In the 1780s the term “to regulate commerce” was a widely understood, clearly defined term of art. According to originalist historian Robert G. Natelson:
To “regulate commerce” was to supervise imports and exports, control money and other weights and measures, oversee transportation, and administer the “law merchant”—that is, the law governing mercantile trade, markets and fairs, cargo insurance, and commercial finance. Governance of other activities… was, therefore, outside federal jurisdiction. … [S]tate governments retained exclusive and plenary authority over such subjects as torts, contracts, agency, property, municipal law, religion, family relations, and local business law. [Emphasis added.]
The Founders actually discussed the question of state court autonomy during the ratification debates, and both sides understood the regulation of “private justice between the citizens of the same State” (to quote Hamilton in Federalist 23) to be a reserved power of the states. Madison and Marshall confirmed this understanding at the Virginia state ratifying convention. Other founders echoed it, in speeches, letters, pamphlets, and newspaper columns. Prof. Natelson again:
During the ratification debates, supporters of the Constitution repeatedly … emphasized that the establishment and procedures of state courts would remain immune from federal interference, as would most of the substantive law those courts administered.
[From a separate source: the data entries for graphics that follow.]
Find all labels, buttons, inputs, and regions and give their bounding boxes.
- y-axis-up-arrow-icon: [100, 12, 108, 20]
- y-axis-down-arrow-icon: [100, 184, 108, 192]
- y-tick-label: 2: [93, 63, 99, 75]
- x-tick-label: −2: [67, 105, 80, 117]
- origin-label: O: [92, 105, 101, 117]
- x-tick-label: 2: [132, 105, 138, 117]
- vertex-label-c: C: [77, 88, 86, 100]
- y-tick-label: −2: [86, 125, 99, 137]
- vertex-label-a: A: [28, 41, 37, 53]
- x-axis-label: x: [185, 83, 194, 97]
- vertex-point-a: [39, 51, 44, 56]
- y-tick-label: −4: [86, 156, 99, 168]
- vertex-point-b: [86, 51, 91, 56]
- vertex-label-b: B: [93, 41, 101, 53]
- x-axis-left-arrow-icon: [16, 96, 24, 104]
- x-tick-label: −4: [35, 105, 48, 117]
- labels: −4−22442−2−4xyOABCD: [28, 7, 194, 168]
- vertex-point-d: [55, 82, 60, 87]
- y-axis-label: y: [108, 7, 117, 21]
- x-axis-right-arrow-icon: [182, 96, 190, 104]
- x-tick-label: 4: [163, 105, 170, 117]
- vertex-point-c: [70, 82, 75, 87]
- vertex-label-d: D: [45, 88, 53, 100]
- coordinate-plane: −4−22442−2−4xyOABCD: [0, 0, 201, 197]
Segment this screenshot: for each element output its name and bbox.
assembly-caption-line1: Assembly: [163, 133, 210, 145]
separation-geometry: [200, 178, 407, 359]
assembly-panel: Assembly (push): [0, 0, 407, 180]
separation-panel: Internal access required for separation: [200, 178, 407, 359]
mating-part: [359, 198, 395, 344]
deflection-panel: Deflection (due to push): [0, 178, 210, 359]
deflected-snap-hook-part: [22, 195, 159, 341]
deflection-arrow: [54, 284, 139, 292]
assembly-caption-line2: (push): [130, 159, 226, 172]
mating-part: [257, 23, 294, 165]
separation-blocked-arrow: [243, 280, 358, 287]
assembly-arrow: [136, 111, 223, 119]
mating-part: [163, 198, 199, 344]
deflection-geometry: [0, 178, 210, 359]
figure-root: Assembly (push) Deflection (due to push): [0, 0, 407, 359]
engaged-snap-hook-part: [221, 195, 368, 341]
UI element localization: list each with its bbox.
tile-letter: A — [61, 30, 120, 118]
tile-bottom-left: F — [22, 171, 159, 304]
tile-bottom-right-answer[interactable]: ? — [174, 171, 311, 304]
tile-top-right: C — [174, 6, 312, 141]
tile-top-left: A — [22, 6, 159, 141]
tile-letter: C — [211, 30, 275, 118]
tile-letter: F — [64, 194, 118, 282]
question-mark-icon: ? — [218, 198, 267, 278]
Tort law, for example, was to remain almost exclusively a state affair. [Emphasis added.] Those representations are authoritative evidence of the ratifiers’ understanding; without them it is doubtful the instrument would have been adopted.
Why were the Founders so zealous about protecting state courts? To preserve the ancient right of trial by jury (specifically, a jury “of the vicinage,” meaning local citizens acting under local rules), which they cherished as a salutary check, in civil as well as criminal cases, on government power—a bulwark of liberty.
Question: Whatever happened to the old Republican commitment to federalism and “states’ rights”?
Answer: Beats me!
On the one hand, Speaker Ryan and colleagues would high-handedly nullify provisions of state constitutions (sovereign acts of the people) in at least 18 states. (If that seems pretty arrogant—I agree.)
On the other hand, Speaker Ryan seems to genuinely cherish federalism. For example, just last month, in announcing a new “task force on intergovernmental relations,” he declared:
Federalism is not a Republican or Democrat principle, but an American principle — and one that is integral to a thriving culture and economy. But [the Speaker lamented,] in recent years, the principle of federalism has been slowly chipped away at by an overzealous federal government.
Indeed.
And that’s a perfect reason why, Mr. Speaker, you and your colleagues should shelve this unnecessary, unconstitutional, and unconservative bill.